The Wealthiest Scholar
Al-Layth ibn Saad was extraordinarily wealthy — possibly the richest scholar in Islamic history. His income from Egyptian estates was reportedly 100,000 dinars per year, which he gave away almost entirely. He is reported to have had 1,000 people eating at his table daily.
This wealth gave him independence: he never needed to seek government positions or wealthy patrons. He could give freely to students and scholars, and his opinions were unconstrained by financial dependence.
His Exchange with Malik
Al-Layth and Malik ibn Anas exchanged letters on legal questions — some of the earliest preserved cross-scholar jurisprudential correspondence.

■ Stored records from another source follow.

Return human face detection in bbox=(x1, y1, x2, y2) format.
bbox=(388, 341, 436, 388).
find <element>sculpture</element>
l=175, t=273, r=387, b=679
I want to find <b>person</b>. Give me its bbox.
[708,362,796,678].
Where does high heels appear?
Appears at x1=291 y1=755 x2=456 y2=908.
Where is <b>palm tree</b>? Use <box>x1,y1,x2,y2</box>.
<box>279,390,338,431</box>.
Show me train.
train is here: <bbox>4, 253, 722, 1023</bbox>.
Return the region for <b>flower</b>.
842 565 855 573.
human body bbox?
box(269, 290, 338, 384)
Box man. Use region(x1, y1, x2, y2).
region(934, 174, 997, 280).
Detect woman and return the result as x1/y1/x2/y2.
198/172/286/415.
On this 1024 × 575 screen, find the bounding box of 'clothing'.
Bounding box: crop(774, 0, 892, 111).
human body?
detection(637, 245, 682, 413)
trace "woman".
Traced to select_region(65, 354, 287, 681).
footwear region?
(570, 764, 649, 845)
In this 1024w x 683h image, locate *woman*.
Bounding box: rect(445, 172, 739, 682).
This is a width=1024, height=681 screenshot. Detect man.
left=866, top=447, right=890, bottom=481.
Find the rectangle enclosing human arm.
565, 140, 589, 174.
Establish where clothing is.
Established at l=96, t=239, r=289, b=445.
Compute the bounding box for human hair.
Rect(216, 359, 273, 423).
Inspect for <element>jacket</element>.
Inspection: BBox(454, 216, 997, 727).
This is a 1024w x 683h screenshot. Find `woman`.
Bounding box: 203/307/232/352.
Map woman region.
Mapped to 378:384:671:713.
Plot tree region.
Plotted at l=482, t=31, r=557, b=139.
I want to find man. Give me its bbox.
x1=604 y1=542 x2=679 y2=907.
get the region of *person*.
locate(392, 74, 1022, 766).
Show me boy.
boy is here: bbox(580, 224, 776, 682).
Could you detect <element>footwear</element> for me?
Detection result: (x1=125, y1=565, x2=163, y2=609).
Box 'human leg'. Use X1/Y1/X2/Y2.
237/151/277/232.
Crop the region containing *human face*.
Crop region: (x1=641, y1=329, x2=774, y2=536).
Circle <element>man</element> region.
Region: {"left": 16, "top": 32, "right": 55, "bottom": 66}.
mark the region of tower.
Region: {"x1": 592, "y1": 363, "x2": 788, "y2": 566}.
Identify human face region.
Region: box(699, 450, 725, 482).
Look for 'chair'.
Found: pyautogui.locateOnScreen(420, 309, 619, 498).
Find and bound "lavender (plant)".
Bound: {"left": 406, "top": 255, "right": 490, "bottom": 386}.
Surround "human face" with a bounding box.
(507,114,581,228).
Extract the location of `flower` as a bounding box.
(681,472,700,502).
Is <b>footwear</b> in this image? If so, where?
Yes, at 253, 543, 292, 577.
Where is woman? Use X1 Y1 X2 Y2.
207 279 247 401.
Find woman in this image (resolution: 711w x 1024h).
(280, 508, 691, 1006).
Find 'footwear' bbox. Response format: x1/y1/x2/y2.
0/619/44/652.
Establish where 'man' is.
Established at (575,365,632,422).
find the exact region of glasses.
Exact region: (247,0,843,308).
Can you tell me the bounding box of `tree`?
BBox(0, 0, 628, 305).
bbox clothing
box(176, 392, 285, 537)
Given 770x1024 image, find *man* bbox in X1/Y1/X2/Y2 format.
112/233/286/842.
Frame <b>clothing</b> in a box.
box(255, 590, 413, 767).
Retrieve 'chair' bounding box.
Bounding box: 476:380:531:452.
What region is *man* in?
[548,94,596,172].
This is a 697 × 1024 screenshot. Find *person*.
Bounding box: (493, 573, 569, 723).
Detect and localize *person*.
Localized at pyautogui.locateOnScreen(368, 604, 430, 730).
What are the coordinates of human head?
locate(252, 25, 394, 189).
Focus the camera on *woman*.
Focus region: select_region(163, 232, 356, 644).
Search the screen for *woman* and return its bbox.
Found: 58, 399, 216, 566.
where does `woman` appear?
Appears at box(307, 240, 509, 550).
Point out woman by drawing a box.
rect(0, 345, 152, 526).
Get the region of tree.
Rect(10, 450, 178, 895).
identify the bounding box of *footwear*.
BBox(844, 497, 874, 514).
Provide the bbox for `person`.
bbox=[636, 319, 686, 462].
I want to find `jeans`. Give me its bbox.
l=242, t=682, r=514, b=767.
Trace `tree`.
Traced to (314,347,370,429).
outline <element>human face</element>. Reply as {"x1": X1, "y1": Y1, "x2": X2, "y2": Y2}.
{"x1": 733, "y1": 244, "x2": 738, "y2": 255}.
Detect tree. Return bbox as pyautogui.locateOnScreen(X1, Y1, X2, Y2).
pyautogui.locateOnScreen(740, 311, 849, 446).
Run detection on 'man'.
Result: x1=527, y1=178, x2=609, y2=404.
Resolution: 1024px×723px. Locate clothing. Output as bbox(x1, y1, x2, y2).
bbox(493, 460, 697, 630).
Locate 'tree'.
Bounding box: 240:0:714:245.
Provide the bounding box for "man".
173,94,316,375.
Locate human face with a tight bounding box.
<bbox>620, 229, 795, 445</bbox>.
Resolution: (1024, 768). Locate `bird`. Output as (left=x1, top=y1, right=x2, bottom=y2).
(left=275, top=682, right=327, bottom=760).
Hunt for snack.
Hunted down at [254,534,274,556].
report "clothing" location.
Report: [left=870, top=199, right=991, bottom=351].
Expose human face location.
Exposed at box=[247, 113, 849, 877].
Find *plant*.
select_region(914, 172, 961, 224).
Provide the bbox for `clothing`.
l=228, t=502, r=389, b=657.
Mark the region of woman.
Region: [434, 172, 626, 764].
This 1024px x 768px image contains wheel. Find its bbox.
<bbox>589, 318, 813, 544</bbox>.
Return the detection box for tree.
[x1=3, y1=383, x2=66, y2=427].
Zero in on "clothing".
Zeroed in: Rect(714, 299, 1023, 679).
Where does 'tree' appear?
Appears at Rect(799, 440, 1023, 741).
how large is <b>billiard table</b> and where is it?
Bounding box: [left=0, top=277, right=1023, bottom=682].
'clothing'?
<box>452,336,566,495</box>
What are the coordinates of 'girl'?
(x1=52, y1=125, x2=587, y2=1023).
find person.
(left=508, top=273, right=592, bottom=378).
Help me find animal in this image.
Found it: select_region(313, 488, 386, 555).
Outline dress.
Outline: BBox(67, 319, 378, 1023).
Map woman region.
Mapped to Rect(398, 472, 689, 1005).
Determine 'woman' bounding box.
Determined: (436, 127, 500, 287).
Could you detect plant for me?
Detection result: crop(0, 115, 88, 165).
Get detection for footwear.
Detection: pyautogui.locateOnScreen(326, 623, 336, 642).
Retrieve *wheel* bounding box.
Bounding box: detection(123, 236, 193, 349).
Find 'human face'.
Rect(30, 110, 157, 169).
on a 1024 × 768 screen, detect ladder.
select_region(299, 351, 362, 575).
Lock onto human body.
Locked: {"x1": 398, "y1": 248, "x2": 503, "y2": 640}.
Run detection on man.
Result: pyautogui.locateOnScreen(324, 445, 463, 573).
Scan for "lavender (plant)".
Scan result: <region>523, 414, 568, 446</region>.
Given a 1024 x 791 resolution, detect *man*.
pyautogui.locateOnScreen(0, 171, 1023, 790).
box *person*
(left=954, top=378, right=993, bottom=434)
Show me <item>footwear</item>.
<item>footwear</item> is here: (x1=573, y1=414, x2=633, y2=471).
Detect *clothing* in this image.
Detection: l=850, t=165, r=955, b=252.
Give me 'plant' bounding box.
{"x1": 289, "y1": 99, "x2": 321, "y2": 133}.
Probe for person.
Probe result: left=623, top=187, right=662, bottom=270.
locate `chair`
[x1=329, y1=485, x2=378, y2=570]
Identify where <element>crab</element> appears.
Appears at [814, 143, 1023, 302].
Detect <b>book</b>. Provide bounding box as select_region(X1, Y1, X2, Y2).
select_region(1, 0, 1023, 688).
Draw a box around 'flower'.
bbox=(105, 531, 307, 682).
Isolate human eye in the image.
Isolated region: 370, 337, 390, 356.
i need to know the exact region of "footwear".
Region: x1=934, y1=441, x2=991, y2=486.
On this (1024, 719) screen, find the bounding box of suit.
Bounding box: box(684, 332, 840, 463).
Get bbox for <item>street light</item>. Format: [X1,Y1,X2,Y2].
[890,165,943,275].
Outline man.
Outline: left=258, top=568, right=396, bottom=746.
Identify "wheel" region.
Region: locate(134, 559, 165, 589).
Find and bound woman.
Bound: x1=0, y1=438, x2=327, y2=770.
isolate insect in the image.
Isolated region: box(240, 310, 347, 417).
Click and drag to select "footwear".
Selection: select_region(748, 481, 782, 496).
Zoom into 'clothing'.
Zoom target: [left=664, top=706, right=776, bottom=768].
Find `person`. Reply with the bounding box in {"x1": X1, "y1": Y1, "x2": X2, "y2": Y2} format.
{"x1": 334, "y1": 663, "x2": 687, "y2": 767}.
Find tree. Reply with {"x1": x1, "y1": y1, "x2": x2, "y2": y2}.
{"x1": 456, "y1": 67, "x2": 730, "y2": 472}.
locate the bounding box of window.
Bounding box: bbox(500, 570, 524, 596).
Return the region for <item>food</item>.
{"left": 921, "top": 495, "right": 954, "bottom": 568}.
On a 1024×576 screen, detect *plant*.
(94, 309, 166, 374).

In his surviving letter to Malik, al-Layth respectfully but firmly disagreed with Malik’s use of Medinan community practice as a source of law: he argued that Medinan practice itself varied, and many Medinans were not following authentic Prophetic precedent in some areas.
Malik’s response was firm: Medinan practice represents the living tradition closest to the Prophet.
The exchange illustrates the core methodological divide between the Hijazi and non-Hijazi schools.
Why His School Disappeared
Al-Shafi’i’s assessment: “his students did not preserve his school.” The Layth school had:
- No systematic codification (unlike Malik’s al-Muwatta’)
- No second-generation systematizers who championed it
- Geographic competition from Maliki scholars who moved heavily into Egypt
- Then the Shafi’i school’s arrival and dominance after al-Shafi’i moved to Egypt (820 CE)
Many of al-Layth’s opinions survive only in quotation by later scholars — embedded in Maliki, Shafi’i, and Hanbali sources.